The plot in a nutshell: 10 years ago, a documentary crew - led by an unseen interviewer - followed nine students through their senior year at Greenbelt High School in Austin, Texas. Among them were the typical archetypes, complete with title cards: Rolly Marks (Mehcad Brooks), the jock; Jackie Vachs (Jaime King), the beauty queen; Steven Foster (Michael Stahl-David), the overachiever; Dawn Barbuso (Kelli Garner), the punk; Caroline Chung (Anne Son), the wallflower; Kenneth Finley (Keir O'Donnell), the nerd; Brenda Serrano (Daniella Alonso), the brain; Anders Holt (Julian Morris), the rich kid; and The Falcon (Sebastian Sozzi), the rock star. In the ensuing decade, nearly all of them went on to have lives far different than they imagined as teens.
It's through said crew, which is returning for a follow up documentary (think Michael Apted's "Seven Up"), that we learn overachiever Steven has tabled his ambition in favor of a low-key life of surfing and bartending in Hawaii; brainiac Brenda is a successful lawyer in Washington, but has no personal life to show for it; Falcon is a sad-sack DJ who drinks too much; beauty queen Jackie and rich kid Anders are happily married to each other but seem to smile through gritted teeth; wallflower Caroline is a slightly more outspoken single mother; nerd Kenneth is a perpetually single elementary school teacher, desperate to have a family; jock Rolly is currently serving in Afghanistan; and his wife, former punk Dawn, is pregnant with their child.
The meat of the show however is tied to their relationships with each other, past and present: Anders and Brenda were high school sweethearts and still quietly pine for each other; Caroline and her crush Steven had a one-night-stand after senior prom, resulting in her pregnancy (unbeknownst to Steven until the opening of the pilot); and Dawn and Kenneth were once close back in the day and now he plays surrogate husband while Rolly is away. Various plot devices, from the random to the life-changing, then cause our nine subjects to reunite where old wounds are opened and old sparks, platonic and otherwise, are rekindled.
What works: I really want to like this one - a soap about people roughly my age from a thoughtful creator and done in a distinct narrative style sounds right up my alley, but...

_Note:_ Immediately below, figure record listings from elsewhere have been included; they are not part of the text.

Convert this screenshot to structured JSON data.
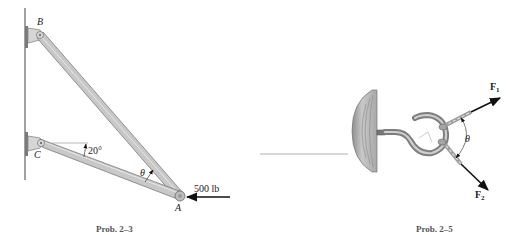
{
  "figures": [
    {
      "id": "prob-2-3",
      "caption": "Prob. 2–3",
      "labels": {
        "point_b": "B",
        "point_c": "C",
        "point_a": "A",
        "angle_theta": "θ",
        "angle_20": "20°",
        "load": "500 lb"
      }
    },
    {
      "id": "prob-2-5",
      "caption": "Prob. 2–5",
      "labels": {
        "force_1": "F",
        "force_1_sub": "1",
        "force_2": "F",
        "force_2_sub": "2",
        "angle_theta": "θ"
      }
    }
  ],
  "colors": {
    "member_fill": "#c9c9c9",
    "member_stroke": "#7a7a7a",
    "wall": "#8a8a8a",
    "wood": "#bdbdbd",
    "hook": "#9a9a9a",
    "arrow": "#111111",
    "caption": "#555555"
  }
}
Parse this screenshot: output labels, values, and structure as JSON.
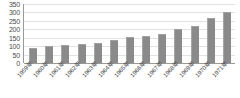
{
  "chart_data": {
    "type": "bar",
    "title": "",
    "subtitle": "",
    "xlabel": "",
    "ylabel": "",
    "categories": [
      "1959年",
      "1960年",
      "1961年",
      "1962年",
      "1963年",
      "1964年",
      "1965年",
      "1966年",
      "1967年",
      "1968年",
      "1969年",
      "1970年",
      "1971年"
    ],
    "values": [
      90,
      100,
      105,
      110,
      120,
      135,
      152,
      160,
      170,
      203,
      222,
      265,
      300
    ],
    "ylim": [
      0,
      350
    ],
    "ytick_labels": [
      "350",
      "300",
      "250",
      "200",
      "150",
      "100",
      "50",
      "0"
    ],
    "ytick_values": [
      350,
      300,
      250,
      200,
      150,
      100,
      50,
      0
    ],
    "grid": true,
    "legend": false,
    "legend_position": "none",
    "series": [
      {
        "name": "",
        "values": [
          90,
          100,
          105,
          110,
          120,
          135,
          152,
          160,
          170,
          203,
          222,
          265,
          300
        ]
      }
    ],
    "colors": {
      "bar": "#8a8a8a",
      "gridline": "#e2e2e2",
      "axis": "#9a9a9a",
      "tick_text": "#4a4a4a",
      "background": "#ffffff"
    }
  }
}
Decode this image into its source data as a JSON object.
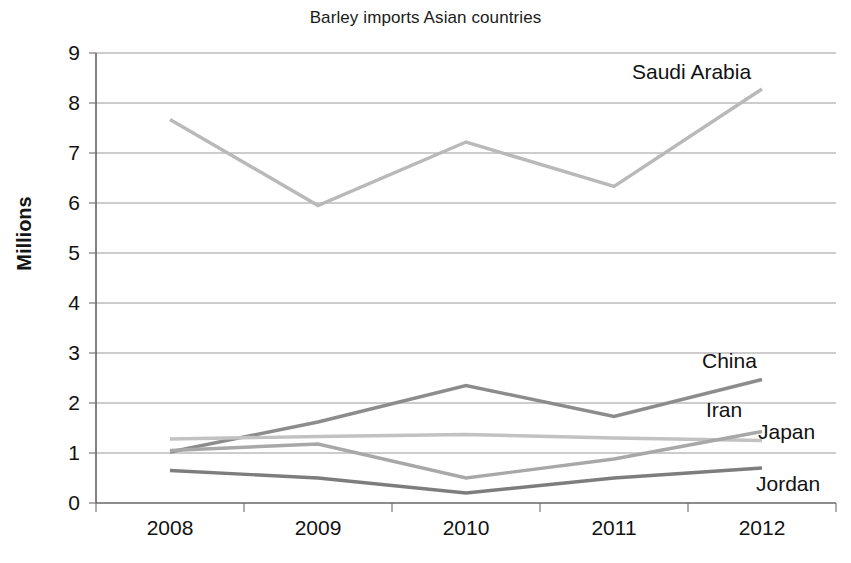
{
  "chart_data": {
    "type": "line",
    "title": "Barley imports Asian countries",
    "xlabel": "",
    "ylabel": "Millions",
    "categories": [
      "2008",
      "2009",
      "2010",
      "2011",
      "2012"
    ],
    "ylim": [
      0,
      9
    ],
    "ytick_labels": [
      "0",
      "1",
      "2",
      "3",
      "4",
      "5",
      "6",
      "7",
      "8",
      "9"
    ],
    "yticks": [
      0,
      1,
      2,
      3,
      4,
      5,
      6,
      7,
      8,
      9
    ],
    "grid": true,
    "grid_axis": "y",
    "legend_position": "inline-right-of-line-ends",
    "series": [
      {
        "name": "Saudi Arabia",
        "values": [
          7.67,
          5.95,
          7.22,
          6.33,
          8.28
        ],
        "color": "#b9b9b9"
      },
      {
        "name": "China",
        "values": [
          1.02,
          1.62,
          2.35,
          1.73,
          2.47
        ],
        "color": "#8c8c8c"
      },
      {
        "name": "Iran",
        "values": [
          1.28,
          1.33,
          1.37,
          1.3,
          1.25
        ],
        "color": "#c2c2c2"
      },
      {
        "name": "Japan",
        "values": [
          1.05,
          1.18,
          0.5,
          0.88,
          1.43
        ],
        "color": "#a8a8a8"
      },
      {
        "name": "Jordan",
        "values": [
          0.65,
          0.5,
          0.2,
          0.5,
          0.7
        ],
        "color": "#7d7d7d"
      }
    ]
  },
  "annotations": {
    "saudi_arabia_label": "Saudi Arabia",
    "china_label": "China",
    "iran_label": "Iran",
    "japan_label": "Japan",
    "jordan_label": "Jordan"
  }
}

What doesn't: ...this didn't really click with me. First and foremost, despite its documentary style, everything feels very staged. Whether it's how scene after scene, everyone is conveniently caught having profound, life changing moments as the cameraman peeks around the corner; or how the characters not so subtly edit their reactions after realizing they're being captured on film, very few elements strike as honest and true. Not helping matters is that most of the characters are selfish and unlikeable as Steven and Falcon in particular act like unrelenting assholes, while Jackie is painfully shrill. Nearly everyone else either wallows in their high school years or pretends not to be, leaving a select few who seem to have actually embraced the present day.
And if the above wasn't trite enough, almost half of the characters altered the course of their lives as the direct result of the decade's most vivid moments: Bush v. Gore, 9/11, Enron, etc. That, coupled with the aforementioned staging, makes the show come across as far too cutely designed and pat. It's almost as if our nine heroes were Mad Libs instead of characters: (name) was (popular or unpopular) in high school, hopelessly in love with (name of opposite sex) and hell bent on becoming (idealized profession) however (historical event between 2000 and 2009) came along and made them want to be a (opposite of what you expected) but it doesn't complete them in the way that (previous name of opposite sex/facet from their high school years) did, or something to that effect.
In television we can accept one or two such transgressions, but the show seems to hinge on these types of constructions for every dramatic moment. Throw in the expected needle drops from the period, the prerequisite home movies of happier times when things were simple, and that's really it. I'm surprised as anyone to say this but...
The bottom line: ...this one isn't for me.